Randy Fendrick jfendrick at bak.rr.com
Mon May 31 08:08:39 PDT 2010


I saw the Titans at a festival we were playing, I believe that is their name, playing Sweet Georgia Brown and the band took an entire chorus without making a sound. The drummer was keeping time without hitting anything, the players were moving the valves and keys, the slide was moving in and out, but no sound,   Then they came in on the last chorus and blew the house down.  It was absolutely great!  It just reinforces the old adage, you got to have a gimmick.  You are right John Cage would have appreciated it,
later,
Randy Fendrick
Southside Chicago Seven
On May 31, 2010, at 6:40 AM, Stephen G Barbone wrote:

> Silence is golden. Is it time to try a silent Dixieland performance in the name of art? <grin>
> 
> Cheers,
> Steve Barbone
> www.myspace.com/barbonestreetjazzband
> 
> 
> By HOLLAND COTTER - NY TIMES - May 31, 2010
> 
> 700-Hour Silent Opera Reaches Finale at MoMA
> 
> At 5 p.m. Monday the longest piece of performance art on record, and certainly the one with the largest audience, comes to an end. Since her retrospective opened at the Museum of Modern Art on March 14, the artist Marina Abramovic has been sitting, six days a week, seven hours a day in a plain chair, under bright klieg lights, in MoMA’s towering atrium. When she leaves that chair Monday for the last time, she will have clocked 700 hours of sitting.
> 
> During that time her routine seldom varied. Every day she took her place just before the museum doors opened and left it after they closed. Her wardrobe was consistent: a sort of concert gown with a long train, in one of three colors (red, blue and white).
> 
> Always her hair, in a braided plait, was pulled forward over her left shoulder. Always her skin was an odd pasty white, as if the blood had drained away. Her pose rarely changed: her body slightly bent forward, she stared silently and intently straight ahead.
> 
> There was one variable, a big one: her audience.
> 
> Visitors to the museum were invited, first come first served, to sit in a chair facing her and silently return her gaze. The chair has rarely, if ever, been empty. Close to 1,400 people have occupied it, some for only a minute or two, a few for an entire day.
> 
> Sitting with Ms. Abramovic has been the hot event of the spring art season. Celebrities — Bjork, Marisa Tomei, Isabella Rossellini, Lou Reed, Rufus Wainwright — did a stint. Young performance artists seized a moment in the limelight. One appeared in his own version of an Abramovic gown to propose marriage.
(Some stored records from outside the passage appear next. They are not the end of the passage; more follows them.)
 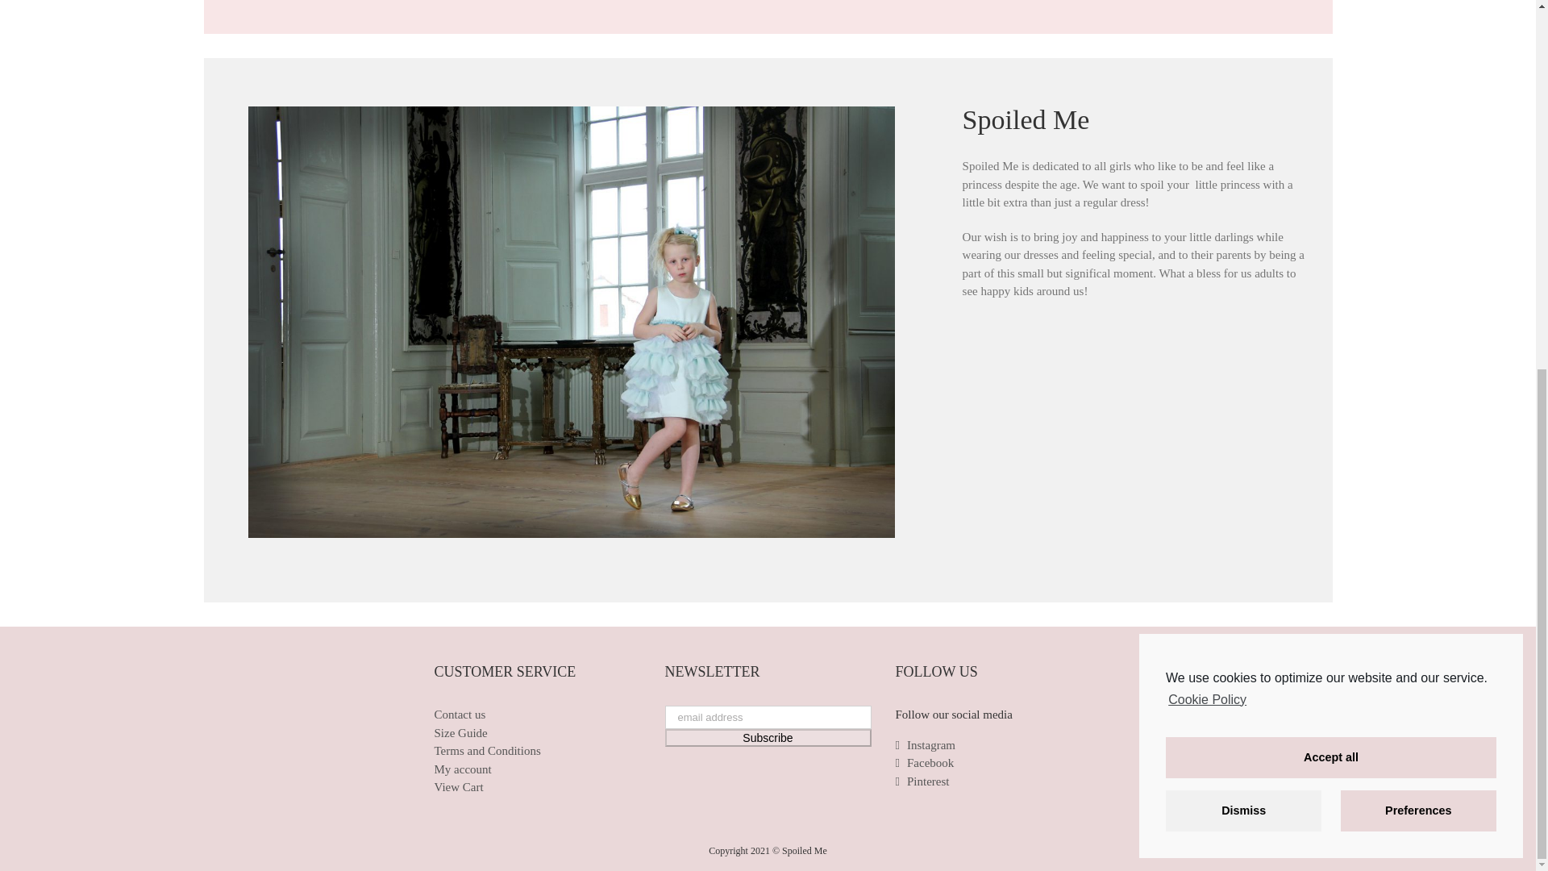 What do you see at coordinates (537, 787) in the screenshot?
I see `View Cart` at bounding box center [537, 787].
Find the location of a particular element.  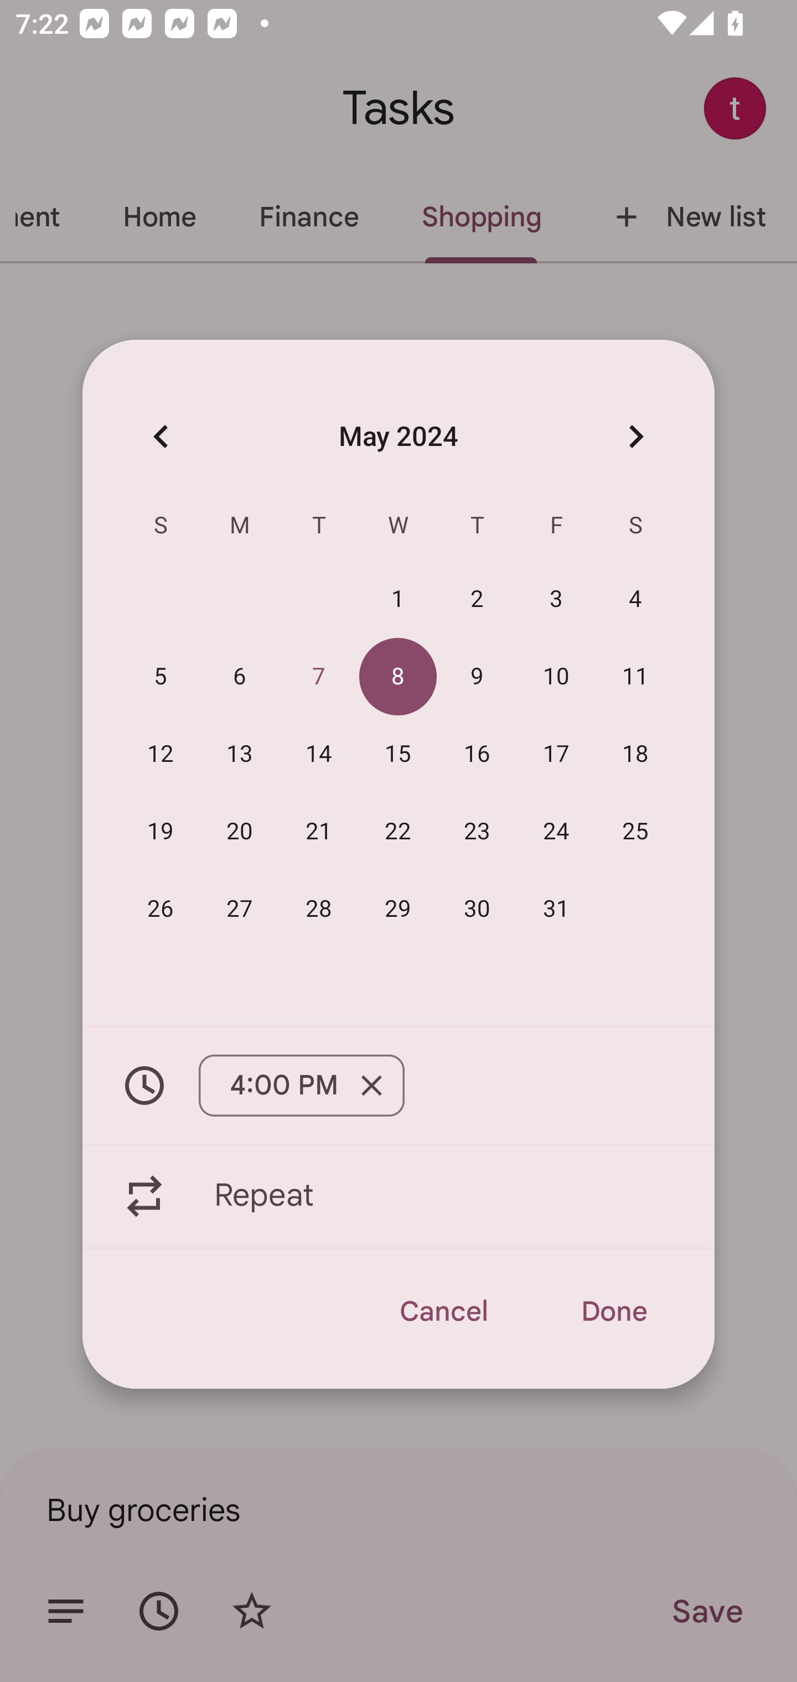

12 12 May 2024 is located at coordinates (161, 754).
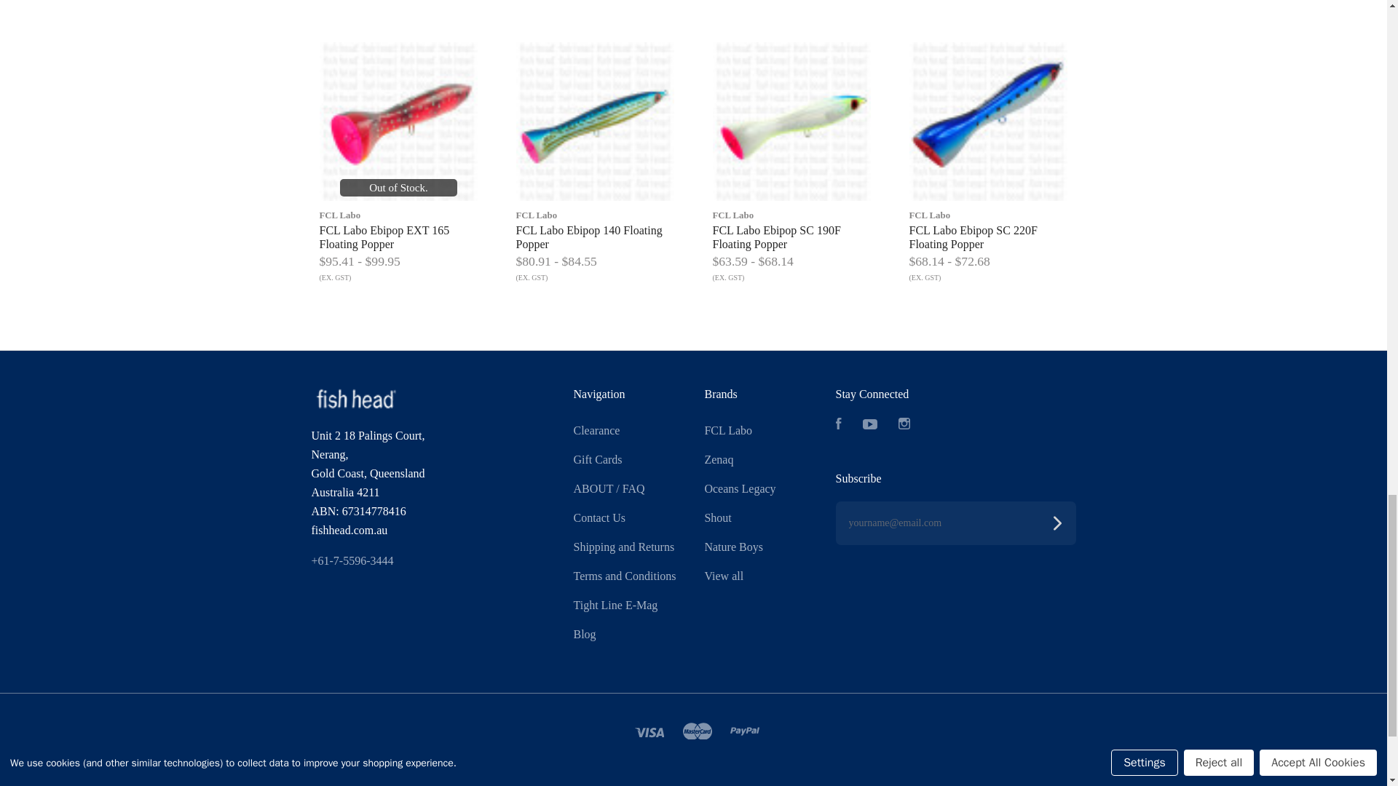 The image size is (1398, 786). I want to click on FCL Labo Ebipop 140 Floating Popper, so click(594, 122).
Certain repeat sitters became mini-celebrities, though long-time waiters on line stared daggers at those who sat too long.
> 
> Thanks to the Internet many people saw all of this without being there. A daily live feed on MoMA’s Web site, moma.org, has had close to 800,000 hits. A Flickr site with head shots of every sitter has been accessed close to 600,000 times. Yet foot traffic has been heavy. By the museum’s estimate, half a million people have visited all or part of the Abramovic retrospective, “The Artist Is Present,” of which the atrium piece is a small part. . . .
> 
> One of her lifelong heroes is the opera singer Maria Callas, to whom she can bear a striking physical resemblance. Callas was a disciplined, risk-oriented musician, made vulnerable by a voice that began to disintegrate early. Increasingly, as she aged, every performance became an ordeal, an invitation to failure. Her willingness to face failure became the prevailing drama of her life. It was a drama of survival, and her fans had a part in it: she needed them to need her, so they did.
> 
> That’s that classic diva dynamic. And what we’re seeing in the MoMA atrium is basically a 700-hour silent opera. Ms. Abramovic, with her extravagant costume, her bent shoulders and her mournful gaze, is the prima donna. Visitors are cast as rapt audience, commenting chorus, supporting soloists. Unpredictability is in the air: Will she make it through the day? Will she faint from pain? Will she cancel at the last minute?
> 
> When I dropped by last week, one sitter, a repeater, sat across from Ms. Abramovic with his hands clasped to his chest, like a tenor about to burst into song or a worshiper transported in prayer. Perfect. That Ms. Abramovic will be collaborating with Mr. Wilson, a once-radical creator of epic experimental works and now best known for his ritualistic productions of Puccini and Wagner, is also perfect. . .
> 
> I’m not a fan. But the atrium performance works because she is simply, persistently, uncomfortably there. As of 5 p.m., she won’t be, though. The klieg lights will dim. The audience will move on. Something big will be gone, and being gone will be part of the bigness.